Though he had once fought for Athens and then spent his working life in the dogged pursuit of moral truth, Socrates now stood before the Assembly, charged with the twin crimes of atheism and corrupting the youth. He insisted that he had always acknowledged the gods, and he challenged his accusers to present, as a witness, a single victimized young person. Though none came forth, Socrates was nevertheless condemned to die. Later, awaiting execution, he brushed aside attempts to engineer an escape, saying it would be disloyal to the state. Finally, after considering his own prospects for an afterlife, he drank the poisoned hemlock and died in the presence of his weeping disciples. This sequence of events,[i] occurring in 399 B.C., was one of the great injustices of history—and was carried out in a democracy.
Not surprisingly, Socrates’ devoted pupil Plato was not democracy’s greatest advocate. Plato was also painfully aware of another “democratic atrocity,” the vindictive extermination, in 416 B.C., of all the adult male citizens of the little town of Melos and the enslavement of all its women and children.[ii] So when, in 360 B.C., he penned his great work The Republic, he warned that, in a democracy, “[T]he minds of the citizens become so sensitive that the least vestige of restraint is resented as intolerable.” Finally, “in their determination to have no master they disregard all laws, written or unwritten.” The result: “[F]rom an extreme of liberty one is likely to get, in the individual and in society, a reaction [extending] to an extreme of subjection [namely, tyranny].”[iii] He believed that an egalitarian, democratic culture, based on the idea that all individuals and opinions are of equal worth, could undermine the pursuit of excellence and respect for authority and also encourage envious aggression toward people of ability and wealth. The resulting amalgam of social disorder, fear, and incompetent government created the conditions from which dictatorships emerged.
In the 5th century B.C., all free, Athenian, male citizens were full and equal participants in government at every level: They initiated, discussed, and passed legislation in the Assembly; they were equally liable to do jury service and military service; since all appointments to public office were by lot, even the poorest citizens could wield executive power; and a “quorum of 6,000 citizens could vote to exile anyone for five or ten years simply by writing his name on pottery shards[iv] . . . cast as ballots.”[v] Whilst this system of direct participatory democracy helped to educate Athenians in the arts of government and worked relatively well under wise and inspiring leaders like Pericles, it swiftly degenerated after his death in 429 B.C. Sound society gave way to leadership by demagogues, to class war, to attacks on the property rights of unpopular minorities, and to the persecution of dissident individuals. At the same time, Athenians denied to their allies and dependents the liberty and self-government which they themselves enjoyed. Eventually, Athens, wracked by conspiracies and revolts, fell to her undemocratic rival, Sparta.
The failure of democracy in the land of its birth teaches us an important lesson: Since human nature is fallen, democracy is no guarantor of lasting good government; it is only as good as the values commonly held by the majority of its citizens. It is not enough that they know the laws of their state; they must also show regard for their neighbors, according to the laws of God. When they do, democracies can flourish; when they do not, even the most thoughtfully-framed government will disintegrate.
Sadly, 5th century Athenians, with their many false gods, were only dimly aware of God’s truths and ways. And today, as Western societies turn away from Christianity, so too do their democracies suffer strain, threatening to degenerate into personal licentiousness and government tyranny. Furthermore, as the West seeks to extend democracy around the world, it should remember that where the people are disoriented or ignoble, “rule by the people” is problematic, requiring the safeguard of rights and great patience as cultures seek to rise to their new opportunities and responsibilities. In the last analysis, democracy is not the issue; instead, the moral wisdom of the people is the great essential for a healthy society.
——-Footnotes———
[i] Captured in Plato’s dialogues, Apology, Crito, and Phaedo.
[ii] This was for refusing to abandon its neutrality in the long and disastrous Peloponnesian War (431-404 B.C.) between Athens and Sparta. For a contemporary account, see: Thucydides, The Peloponnesian War, ed. and trans. Richard Livingstone (London: Oxford University Press, 1956), 266-274.
[iii] Plato, The Republic, trans. Desmond Lee (London: Penguin Classics, 1979), 384.
[iv] Ostraka, from which comes “ostracism.”
[v] Patrick Watson & Benjamin Barber, The Struggle for Democracy (Boston: Little, Brown and Company, 1988), 17.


When the string "products" is part of a line in the data below, report the whole line.

────

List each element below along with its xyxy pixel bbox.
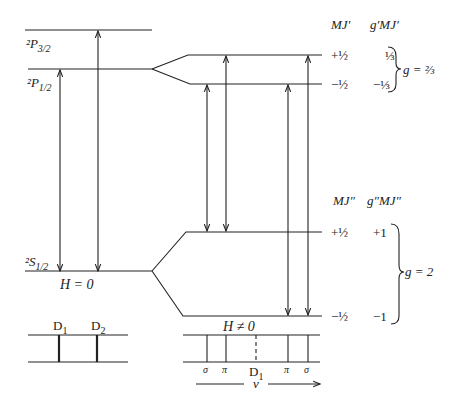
component-label-pi-2: π (284, 365, 289, 375)
level-label-p32: ²P3/2 (26, 37, 51, 54)
upper-gmj-plus: ⅓ (385, 49, 395, 62)
lower-gmj-plus: +1 (373, 226, 387, 239)
lower-g-value: g = 2 (405, 265, 433, 278)
lower-mj-minus: −½ (331, 310, 348, 323)
level-p12-minus (152, 69, 322, 84)
lower-gmj-minus: −1 (373, 310, 387, 323)
field-zero-label: H = 0 (60, 278, 94, 292)
level-label-p12: ²P1/2 (27, 76, 52, 93)
level-s12-minus (152, 271, 322, 316)
spectrum-label-d1: D1 (53, 319, 67, 336)
spectrum-label-d2: D2 (91, 319, 105, 336)
level-p12-plus (152, 55, 322, 69)
component-label-sigma-2: σ (304, 365, 309, 375)
upper-gmj-minus: −⅓ (373, 78, 390, 91)
level-label-s12: ²S1/2 (25, 255, 48, 272)
component-label-pi-1: π (222, 365, 227, 375)
upper-mj-plus: +½ (331, 49, 348, 62)
lower-brace (391, 224, 404, 324)
field-nonzero-label: H ≠ 0 (223, 320, 255, 334)
lower-mj-plus: +½ (331, 226, 348, 239)
level-s12-plus (152, 232, 322, 271)
component-label-sigma-1: σ (203, 365, 208, 375)
upper-header-mj: MJ′ (331, 18, 350, 31)
upper-mj-minus: −½ (331, 78, 348, 91)
upper-header-gmj: g′MJ′ (370, 18, 399, 31)
nu-axis-label: ν (253, 377, 259, 390)
lower-header-gmj: g″MJ″ (367, 194, 401, 207)
upper-g-value: g = ⅔ (403, 63, 435, 76)
lower-header-mj: MJ″ (333, 194, 355, 207)
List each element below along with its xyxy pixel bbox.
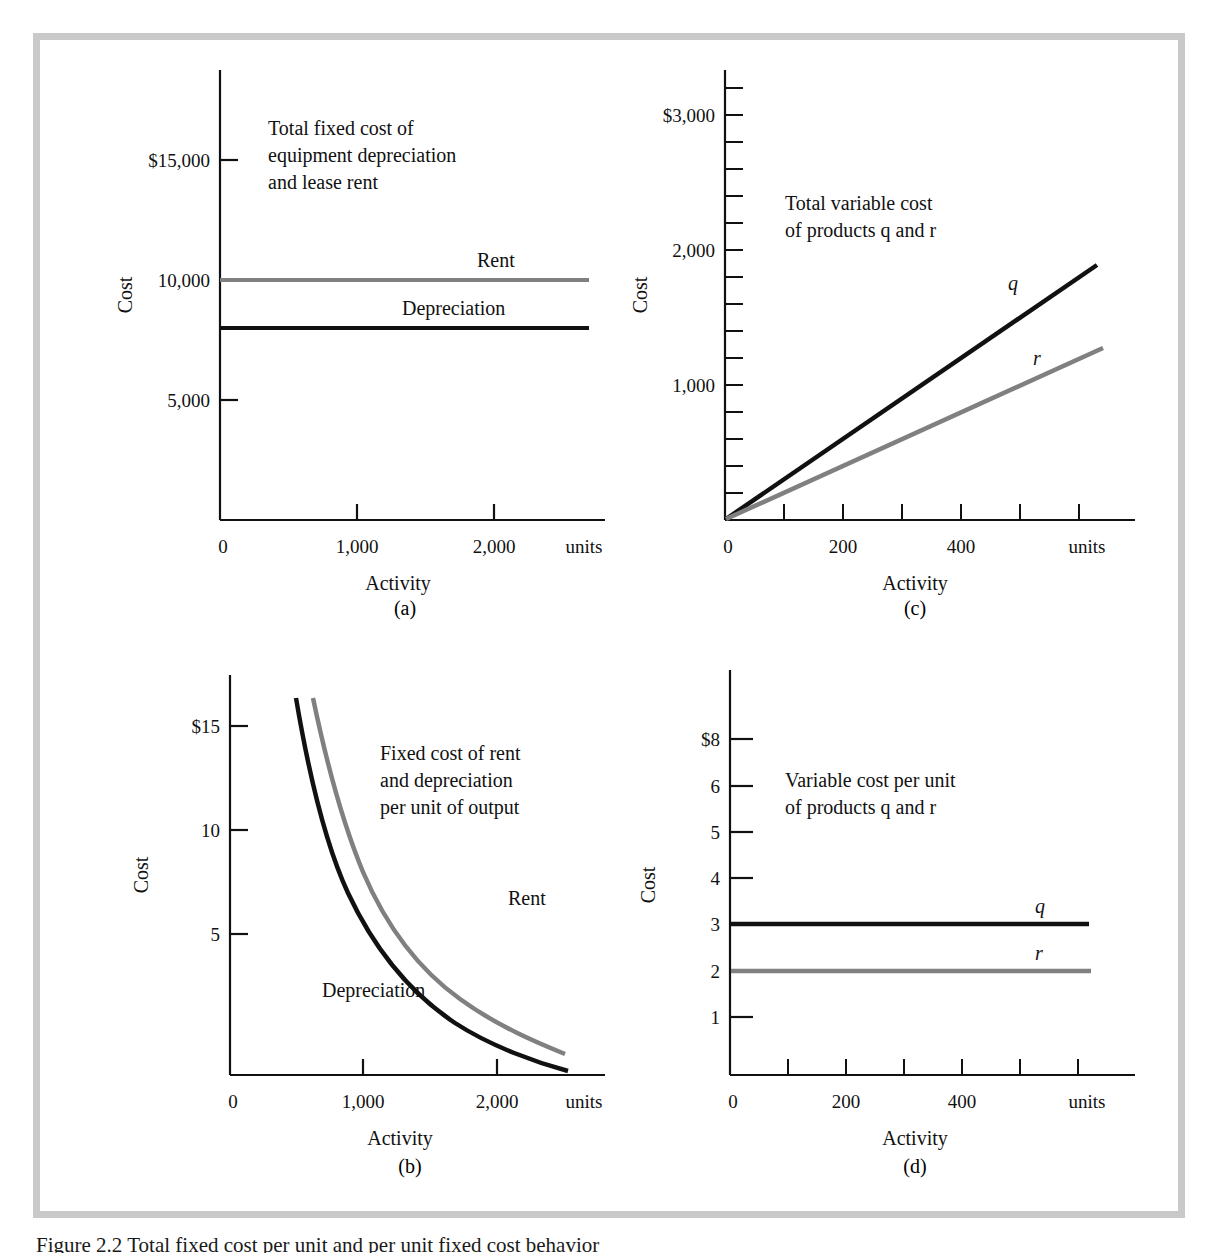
series-label-q-d: q <box>1035 895 1045 918</box>
series-line-q-c <box>726 265 1097 519</box>
annotation-c-line-0: Total variable cost <box>785 192 933 214</box>
y-ticklabel-a-2: $15,000 <box>148 150 210 171</box>
x-ticklabel-c-400: 400 <box>947 536 976 557</box>
series-line-r-c <box>726 348 1103 519</box>
series-label-depreciation-b: Depreciation <box>322 979 425 1002</box>
chart-c-svg: 1,000 2,000 $3,000 0 200 400 units Activ… <box>625 45 1185 615</box>
x-ticklabel-b-2: 2,000 <box>476 1091 519 1112</box>
series-label-r-c: r <box>1033 347 1041 369</box>
panel-label-c: (c) <box>865 597 965 620</box>
annotation-b-line-1: and depreciation <box>380 769 513 792</box>
chart-a-svg: $15,000 10,000 5,000 0 1,000 2,000 units… <box>60 45 620 615</box>
y-ticklabel-d-5: 5 <box>711 822 721 843</box>
x-ticklabel-a-0: 0 <box>218 536 228 557</box>
x-ticklabel-c-200: 200 <box>829 536 858 557</box>
chart-panel-b: $15 10 5 0 1,000 2,000 units Activity Co… <box>60 635 620 1205</box>
x-unit-label-d: units <box>1069 1091 1106 1112</box>
panel-label-d: (d) <box>865 1155 965 1178</box>
annotation-a-line-2: and lease rent <box>268 171 378 193</box>
x-ticklabel-c-0: 0 <box>723 536 733 557</box>
x-unit-label-b: units <box>566 1091 603 1112</box>
y-ticklabel-b-0: 5 <box>211 924 221 945</box>
x-axis-title-c: Activity <box>882 572 948 595</box>
annotation-b-line-0: Fixed cost of rent <box>380 742 521 764</box>
chart-panel-d: $8 6 5 4 3 2 1 0 200 400 units Activity … <box>625 635 1185 1205</box>
y-ticklabel-b-1: 10 <box>201 820 220 841</box>
series-label-r-d: r <box>1035 942 1043 964</box>
x-unit-label-c: units <box>1069 536 1106 557</box>
x-axis-title-d: Activity <box>882 1127 948 1150</box>
x-ticklabel-b-0: 0 <box>228 1091 238 1112</box>
x-ticklabel-d-200: 200 <box>832 1091 861 1112</box>
y-ticks-d <box>730 739 753 1017</box>
chart-panel-a: $15,000 10,000 5,000 0 1,000 2,000 units… <box>60 45 620 615</box>
y-axis-title-a: Cost <box>114 276 136 313</box>
y-ticklabel-b-2: $15 <box>192 716 221 737</box>
annotation-d-line-1: of products q and r <box>785 796 936 819</box>
chart-b-svg: $15 10 5 0 1,000 2,000 units Activity Co… <box>60 635 620 1205</box>
y-ticklabel-d-2: 2 <box>711 961 721 982</box>
annotation-a-line-1: equipment depreciation <box>268 144 456 167</box>
x-unit-label-a: units <box>566 536 603 557</box>
y-ticklabel-a-0: 5,000 <box>167 390 210 411</box>
x-ticklabel-b-1: 1,000 <box>342 1091 385 1112</box>
y-ticklabel-d-3: 3 <box>711 914 721 935</box>
x-ticks-d <box>788 1059 1078 1075</box>
y-ticklabel-d-6: 6 <box>711 776 721 797</box>
annotation-b-line-2: per unit of output <box>380 796 520 819</box>
y-minor-ticks-c <box>725 88 743 493</box>
x-ticklabel-a-2: 2,000 <box>473 536 516 557</box>
figure-frame: $15,000 10,000 5,000 0 1,000 2,000 units… <box>33 33 1185 1218</box>
y-ticklabel-d-8: $8 <box>701 729 720 750</box>
chart-panel-c: 1,000 2,000 $3,000 0 200 400 units Activ… <box>625 45 1185 615</box>
panel-label-a: (a) <box>355 597 455 620</box>
figure-caption: Figure 2.2 Total fixed cost per unit and… <box>36 1232 1196 1253</box>
y-ticklabel-d-1: 1 <box>711 1007 721 1028</box>
y-ticklabel-c-1000: 1,000 <box>672 375 715 396</box>
x-ticklabel-a-1: 1,000 <box>336 536 379 557</box>
series-label-depreciation-a: Depreciation <box>402 297 505 320</box>
annotation-c-line-1: of products q and r <box>785 219 936 242</box>
x-ticklabel-d-400: 400 <box>948 1091 977 1112</box>
y-ticklabel-d-4: 4 <box>711 868 721 889</box>
y-axis-title-b: Cost <box>130 856 152 893</box>
x-axis-title-a: Activity <box>365 572 431 595</box>
y-ticklabel-c-3000: $3,000 <box>663 105 715 126</box>
x-ticklabel-d-0: 0 <box>728 1091 738 1112</box>
x-axis-title-b: Activity <box>367 1127 433 1150</box>
panel-label-b: (b) <box>360 1155 460 1178</box>
y-axis-title-c: Cost <box>629 276 651 313</box>
chart-d-svg: $8 6 5 4 3 2 1 0 200 400 units Activity … <box>625 635 1185 1205</box>
series-label-rent-a: Rent <box>477 249 515 271</box>
y-ticklabel-a-1: 10,000 <box>158 270 210 291</box>
annotation-a-line-0: Total fixed cost of <box>268 117 414 139</box>
y-ticklabel-c-2000: 2,000 <box>672 240 715 261</box>
annotation-d-line-0: Variable cost per unit <box>785 769 956 792</box>
series-label-q-c: q <box>1008 272 1018 295</box>
series-label-rent-b: Rent <box>508 887 546 909</box>
x-ticks-c <box>784 504 1079 520</box>
y-axis-title-d: Cost <box>637 866 659 903</box>
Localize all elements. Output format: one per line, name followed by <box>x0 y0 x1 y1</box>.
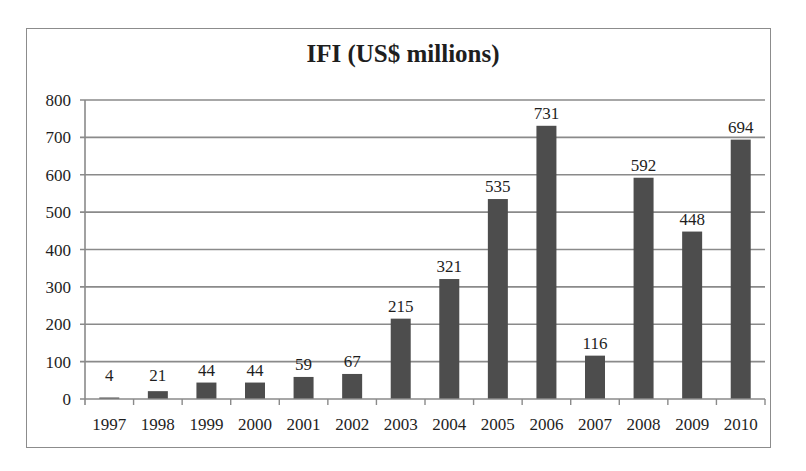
bar <box>731 140 751 399</box>
data-label: 4 <box>105 366 114 385</box>
bar <box>148 391 168 399</box>
x-tick-label: 2010 <box>724 415 758 434</box>
bar <box>391 319 411 399</box>
data-label: 116 <box>583 334 608 353</box>
data-label: 21 <box>149 366 166 385</box>
bar <box>585 356 605 399</box>
x-tick-label: 1998 <box>141 415 175 434</box>
y-tick-label: 0 <box>63 390 72 409</box>
axes <box>80 100 765 405</box>
y-tick-label: 600 <box>46 166 72 185</box>
data-label: 59 <box>295 355 312 374</box>
data-label: 67 <box>344 352 362 371</box>
y-tick-label: 100 <box>46 353 72 372</box>
x-tick-label: 2004 <box>432 415 467 434</box>
x-tick-label: 2008 <box>627 415 661 434</box>
bar <box>536 126 556 399</box>
gridlines <box>80 100 765 362</box>
data-label: 448 <box>679 210 705 229</box>
x-tick-label: 2000 <box>238 415 272 434</box>
y-tick-label: 400 <box>46 241 72 260</box>
x-tick-label: 2001 <box>287 415 321 434</box>
x-tick-label: 2006 <box>529 415 563 434</box>
bar <box>196 383 216 399</box>
data-label: 731 <box>534 104 560 123</box>
data-label: 321 <box>437 257 463 276</box>
x-tick-label: 2007 <box>578 415 613 434</box>
bar <box>439 279 459 399</box>
y-tick-label: 300 <box>46 278 72 297</box>
y-axis-ticks: 0100200300400500600700800 <box>46 91 72 409</box>
data-label: 44 <box>247 361 265 380</box>
x-tick-label: 1999 <box>189 415 223 434</box>
x-tick-label: 2009 <box>675 415 709 434</box>
y-tick-label: 200 <box>46 315 72 334</box>
x-tick-label: 2002 <box>335 415 369 434</box>
y-tick-label: 500 <box>46 203 72 222</box>
data-labels: 42144445967215321535731116592448694 <box>105 104 754 385</box>
x-axis-ticks: 1997199819992000200120022003200420052006… <box>92 415 757 434</box>
bar <box>342 374 362 399</box>
y-tick-label: 800 <box>46 91 72 110</box>
x-tick-label: 1997 <box>92 415 127 434</box>
bar-chart: 0100200300400500600700800 19971998199920… <box>0 0 806 471</box>
bar <box>245 383 265 399</box>
data-label: 215 <box>388 297 414 316</box>
bar <box>488 199 508 399</box>
x-tick-label: 2005 <box>481 415 515 434</box>
bar <box>294 377 314 399</box>
data-label: 535 <box>485 177 511 196</box>
data-label: 44 <box>198 361 216 380</box>
data-label: 694 <box>728 118 754 137</box>
bar <box>634 178 654 399</box>
bar <box>682 232 702 399</box>
x-tick-label: 2003 <box>384 415 418 434</box>
data-label: 592 <box>631 156 657 175</box>
y-tick-label: 700 <box>46 128 72 147</box>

────

Expected answer ::
annotation-d-line-1: of products q and r <box>785 796 936 819</box>
annotation-c-line-1: of products q and r <box>785 219 936 242</box>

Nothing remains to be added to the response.